When I started at Texas Tech in August ’09 (just last semester though it feels much longer than that), I had a set agenda of what I wanted to study. I had spent the last four or five years of my life teaching underprepared and underrepresented college students basic writing, and it was my desire to study ways in which we can use technology to better teach these students.
In fact, here is an excerpt from the statement of interest I wrote as part of my admission packet to TTU:
Having taught students from difficult life situations, many who didn’t believe they deserved to be in a college classroom, my strategy for teaching English had to change. I could not solely be the teacher instructing the students to write well. I had to be the teacher who empowered students, gave them autonomy and ownership of their education, and then taught them to write well. This was and is still difficult to do because remedial courses have such a negative stigma placed upon them – which the students know – and that stigma creates an additional barrier for the instructor to break through.
My desire to reach these students, to understand the underrepresented and underprepared students and to make those remedial writers students who take ownership of their work is at the core of my pursuit of the Ph.D. I know that a Ph.D. program, especially one with a strong rhetoric-composition background such as Texas Tech, will equip me with the terminology, the research methodology, and the instruction necessary to better understand the students that walk into my classroom. At the end of the day, despite the life situations that label these students “underprepared,” I want to be the point at which students connect and realize that they can become effective writers.
Because of my background, there are several interests I’d like to examine while part of a Ph.D. program, and they all connect to the basic (remedial) writer and how to provide him or her with the tools necessary to become a good writer and a person who understands the importance of writing outside the classroom. In looking at basic writers, I’m interested in what technology can be used effectively to help them develop their writing. I’m interested in pairing portfolio-based instruction to the technology to further the basic writer’s learning. Ultimately, I’m seeking to understand how to make the basic writer the most autonomous writer and person he or she can be.
A few months into the semester, a professor asked the class a question that left my mind wheeling for weeks, months: Who are you as a researcher?
My statement of intent had clearly shown that, hadn’t it? I thought so, but as I immersed myself in my classes, remembered past research interests, and began to meet and talk with people who shared those interests, I realized that what made me a researcher was much more than just one idea, one thought.
And despite the myriad of interests that now crowd my mind and oftentimes keep me from focusing like I should, I realize that all of these interests connect back to several key components that make me who I am.
Who Am I?
(a quickie, off the top of my head list)
Topics of Interest
Theories/Methods/Ideas That Interest Me Thus Far
What does any of this mean right now?
I guess, if I had to sum myself up, I would say that I’m a researcher who is passionate about finding ways to use technology to develop/construct/reconstruct the best possible identities we can– whether that comes in the form of how black women/culture remediate and create narratives in virtual worlds/communities or how forms of social media can help basic writers become more effective writers.
And I’m starting to realize that as long as I have a solid grounding, foundation (such as my main interest in the construction/reconstruction of identity through the use of social media and virtual worlds/communities), I can apply this focus upon just about any subject to see if there is something there worth studying.
Right now, though I am still interested in the basic writer (the basic writer is very near and dear to me), I find myself connecting strongly with three components of who I am: ”black,” “woman,” and “author” (particularly in regards to narratives).
I’m interested in the “black woman” narratives found within virtual worlds/communities. I’m interested in learning if these narratives are simply remediated from the real world and real communities or if they are created by the nature of a virtual world/community. I’m interested in learning why these new narratives (if there are some) are created and what this might mean.
I’m MOST interested in seeing how this second semester will help solidify my interests and my development as a researcher.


EXERCISE BRIEF = Repeat every entry in the listing below, exactly.

AVAILABLE DATA =
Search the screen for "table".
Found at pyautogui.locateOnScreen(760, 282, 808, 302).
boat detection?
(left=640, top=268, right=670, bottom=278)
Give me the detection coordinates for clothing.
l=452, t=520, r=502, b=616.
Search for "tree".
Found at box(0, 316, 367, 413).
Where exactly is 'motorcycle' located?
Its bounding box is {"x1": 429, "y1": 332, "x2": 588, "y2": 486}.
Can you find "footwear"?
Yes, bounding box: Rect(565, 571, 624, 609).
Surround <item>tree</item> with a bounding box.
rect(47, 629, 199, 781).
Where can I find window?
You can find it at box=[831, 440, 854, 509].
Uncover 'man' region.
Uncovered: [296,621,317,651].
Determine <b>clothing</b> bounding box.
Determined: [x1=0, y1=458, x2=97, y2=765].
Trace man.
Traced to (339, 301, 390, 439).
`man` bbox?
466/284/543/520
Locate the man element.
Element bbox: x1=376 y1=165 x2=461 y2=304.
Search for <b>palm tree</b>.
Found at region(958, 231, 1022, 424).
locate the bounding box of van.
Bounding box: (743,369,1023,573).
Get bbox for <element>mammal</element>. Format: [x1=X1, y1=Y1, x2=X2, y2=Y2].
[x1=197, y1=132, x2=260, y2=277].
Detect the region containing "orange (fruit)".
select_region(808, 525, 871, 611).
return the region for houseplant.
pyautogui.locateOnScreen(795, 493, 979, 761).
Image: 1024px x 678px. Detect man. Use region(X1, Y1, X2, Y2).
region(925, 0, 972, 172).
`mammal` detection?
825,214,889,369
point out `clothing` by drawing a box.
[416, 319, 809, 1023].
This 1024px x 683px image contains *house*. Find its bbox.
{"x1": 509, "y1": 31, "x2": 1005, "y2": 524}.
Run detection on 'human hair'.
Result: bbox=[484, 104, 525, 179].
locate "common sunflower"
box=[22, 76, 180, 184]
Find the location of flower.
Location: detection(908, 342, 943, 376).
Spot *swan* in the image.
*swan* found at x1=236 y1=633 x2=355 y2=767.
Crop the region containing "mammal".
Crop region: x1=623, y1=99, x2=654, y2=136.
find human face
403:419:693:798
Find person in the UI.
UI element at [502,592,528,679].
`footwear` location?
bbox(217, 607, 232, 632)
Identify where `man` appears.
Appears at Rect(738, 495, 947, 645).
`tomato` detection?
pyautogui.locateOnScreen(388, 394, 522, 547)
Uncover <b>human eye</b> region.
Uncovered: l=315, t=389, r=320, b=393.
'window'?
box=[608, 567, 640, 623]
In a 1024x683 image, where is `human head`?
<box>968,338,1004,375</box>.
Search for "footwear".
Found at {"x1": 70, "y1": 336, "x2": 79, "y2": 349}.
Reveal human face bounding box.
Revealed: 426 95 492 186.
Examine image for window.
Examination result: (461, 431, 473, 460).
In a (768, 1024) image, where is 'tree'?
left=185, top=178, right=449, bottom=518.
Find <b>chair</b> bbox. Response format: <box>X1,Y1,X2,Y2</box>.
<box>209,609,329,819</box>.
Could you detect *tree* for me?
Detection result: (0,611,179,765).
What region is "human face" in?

RESPONSE TO THE TASK =
Search the screen for "table".
Found at pyautogui.locateOnScreen(760, 282, 808, 302).
boat detection?
(left=640, top=268, right=670, bottom=278)
Give me the detection coordinates for clothing.
l=452, t=520, r=502, b=616.
Search for "tree".
Found at box(0, 316, 367, 413).
Where exactly is 'motorcycle' located?
Its bounding box is {"x1": 429, "y1": 332, "x2": 588, "y2": 486}.
Can you find "footwear"?
Yes, bounding box: Rect(565, 571, 624, 609).
Surround <item>tree</item> with a bounding box.
rect(47, 629, 199, 781).
Where can I find window?
You can find it at box=[831, 440, 854, 509].
Uncover 'man' region.
Uncovered: [296,621,317,651].
Determine <b>clothing</b> bounding box.
Determined: [x1=0, y1=458, x2=97, y2=765].
Trace man.
Traced to (339, 301, 390, 439).
`man` bbox?
466/284/543/520
Locate the man element.
Element bbox: x1=376 y1=165 x2=461 y2=304.
Search for <b>palm tree</b>.
Found at region(958, 231, 1022, 424).
locate the bounding box of van.
Bounding box: (743,369,1023,573).
Get bbox for <element>mammal</element>. Format: [x1=X1, y1=Y1, x2=X2, y2=Y2].
[x1=197, y1=132, x2=260, y2=277].
Detect the region containing "orange (fruit)".
select_region(808, 525, 871, 611).
return the region for houseplant.
pyautogui.locateOnScreen(795, 493, 979, 761).
Image: 1024px x 678px. Detect man. Use region(X1, Y1, X2, Y2).
region(925, 0, 972, 172).
`mammal` detection?
825,214,889,369
point out `clothing` by drawing a box.
[416, 319, 809, 1023].
This 1024px x 683px image contains *house*. Find its bbox.
{"x1": 509, "y1": 31, "x2": 1005, "y2": 524}.
Run detection on 'human hair'.
Result: bbox=[484, 104, 525, 179].
locate "common sunflower"
box=[22, 76, 180, 184]
Find the location of flower.
Location: detection(908, 342, 943, 376).
Spot *swan* in the image.
*swan* found at x1=236 y1=633 x2=355 y2=767.
Crop the region containing "mammal".
Crop region: x1=623, y1=99, x2=654, y2=136.
find human face
403:419:693:798
Find person in the UI.
UI element at [502,592,528,679].
`footwear` location?
bbox(217, 607, 232, 632)
Identify where `man` appears.
Appears at Rect(738, 495, 947, 645).
`tomato` detection?
pyautogui.locateOnScreen(388, 394, 522, 547)
Uncover <b>human eye</b> region.
Uncovered: l=315, t=389, r=320, b=393.
'window'?
box=[608, 567, 640, 623]
In a 1024x683 image, where is `human head`?
<box>968,338,1004,375</box>.
Search for "footwear".
Found at {"x1": 70, "y1": 336, "x2": 79, "y2": 349}.
Reveal human face bounding box.
Revealed: 426 95 492 186.
Examine image for window.
Examination result: (461, 431, 473, 460).
In a (768, 1024) image, where is 'tree'?
left=185, top=178, right=449, bottom=518.
Find <b>chair</b> bbox. Response format: <box>X1,Y1,X2,Y2</box>.
<box>209,609,329,819</box>.
Could you detect *tree* for me?
Detection result: (0,611,179,765).
What region is "human face" in?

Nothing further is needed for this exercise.